Knowing less about baseball than perhaps Y.E. Yang, I need to tread carefully and briefly in comenting upon it, but it seems to me to be a great thing that beyond the eleventh hour last night the Nationals signed the first overall pick from baseball’s June draft, Stephen Strasburg. Such is the present state of Nats’ pitching: when Capitals’ head coach Bruce Boudreau walks to the mound at Nationals’ Stadium to throw out the first pitch this Thursday evening, there will be Nats’ scouts in the stands who feel compelled to sign him. Strasburg, he of the reputed 102-mph fastball, represents an Ovi-like aura for the beleaguered franchise, though far from being as sure a thing as was the Gr8 in 2004.
“No team has ever paid more to an amateur,” WaPost pointed out this morning of Strasburg’s $15 million deal, “And perhaps no team has ever gained more by signing one of its draft picks.”
Just as it would have been unimaginable for the New York Islanders to have failed to sign Jonathon Tavares this summer, so too would it have been for the perenial 100-game-losing Nats to fail to come to terms with the most talked about pitching prospect baseball has seen in at least a decade.
As signing deadline drama goes, it couldn’t have been more hypervetilating for area seamheads: according to the Post, the Nats and Strasburg’s agent, Scott Boras, came to an agreement last night at 11:58 and 43 seconds. The team had to inform Major League Baseball of any deal no later than 12:01 this morning.
It’s more than sobering to think what the future might have held for the Nats had another three minutes of failed negotiations lapsed; though there was little chance of it happening, what if the Caps had failed to come to terms with Ovi five summers back, and he’d opted to remain home in Russia and skate with the RSL? Again, while Strasburg can’t fairly be thought of in sure-thing terms as Ovi was, symbolically, this agreement, arriving at so crucial a time in this franchise’s history, casts an entirely new and pleasant shine on an otherwise sorry baseball season locally.
And like the Caps of a few years back, the Nats have needs well beyond a single new star prospect. The Capitals returned to the Entry Draft lottery in 2006, and secured a no. 1 center for their All-World left wing — Nicklas Backstrom. The Nats have an excellent chance of drafting no. 1 overall again next June, and waiting for them there then could be much-hyped Las Vegas diamond stud, Bryce Harper.
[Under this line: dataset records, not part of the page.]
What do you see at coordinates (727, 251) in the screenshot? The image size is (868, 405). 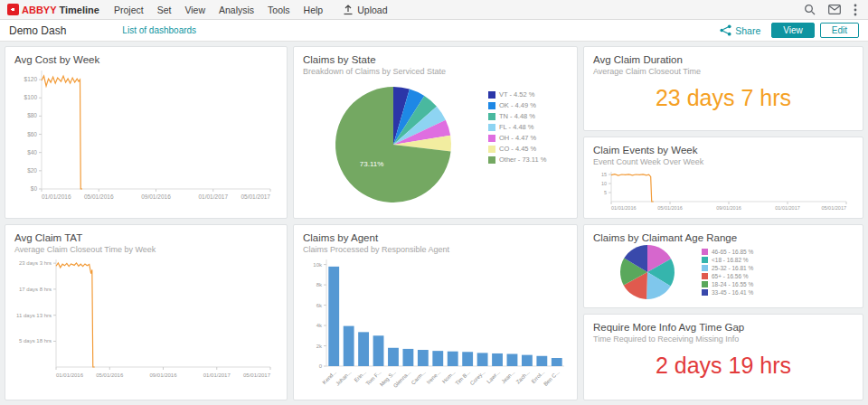 I see `legend-item: 46-65 - 16.85 %` at bounding box center [727, 251].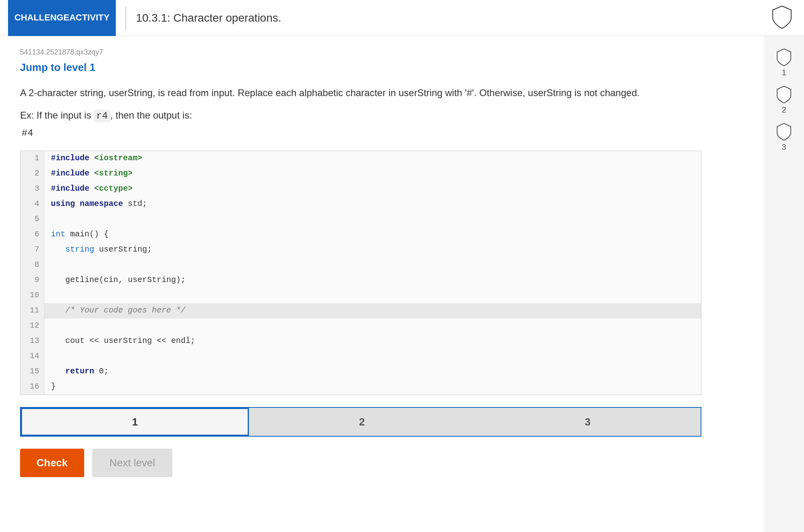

Washington sports needed this signing. Badly. It is good and fun to see Caps’ caps on the heads of fans at Nats’ games, and likewise it would be good and fun to see red Nats’ caps on puck patrons at Verizon Center soon . . . and not wince at the sight.


5 Comments
Good blog,
I agree that the Strasburg signing has the opportunity to right a franchise much like Ovie’s signing did for the Caps.
50 years of baseball history indicate that this signing means nothing. There has NEVER been the equivalent of a Gretzky, Lemieux, Ovechkin taken at the top of the baseball draft because it is impossible to know what kind of player they will be at 28 based on their performance at 18-21.
Baseball drafting is a numbers game: get more GOOD prospects into your system so 5% of them can become contributors to the big club (maybe) and 1% of them can become stars (bigger maybe).
I’m rooting for Strasburg to do well, but if you think this is 2% as important as getting Ovechkin was to the Caps you are kidding yourself. Strasburg would be well advised to save all of this money that he can.
Go Natinals!
Correction PM2416, there have been plenty of great players taken at number 1. (Alex rodriguez, Ken Griffey jr, chipper jones). There just haven’t been any pitchers taken at number 1 that have gone on to become great players.
The nats neede this signing as much as the caps needed ovy, Pitt needed Crosby, and the islanders needed Tavares. A player such as strasburg has the potential to Inject new life into a dying franchise. The nats aren’t in danger of moving like the pens were and the isles are. The latter 2 happened to draft franchise saviors. Maybe, just maybe, the Natinals as you so affectionately refer to them, did as well.
Blackaces, I stand corrected. Yes, I was thinking of pitchers, not position players. However, I think further inquiry will show the percentage of true superstars at #1 is probably the lowest in baseball of the four North American team sports.
Agreed further that the Nats did this as much as anything as a demonstration of good faith that the Lerners are interested in building a winner. I had season tix for the Natinals (gotta love that) for their first four seasons and dropped them this year because the team is not delivering value for my sports dollar on just about every level you can imagine. Hopefully this means there may be change in the offing.
I stand by my earlier post in that I think the chances of Strasburg (or any other high selection pitcher) becoming a solid major leaguer, let alone a star, at 3-1 at best.
Why are you saying Y.E. Yang doesn’t know anything about baseball? That’s not very nice.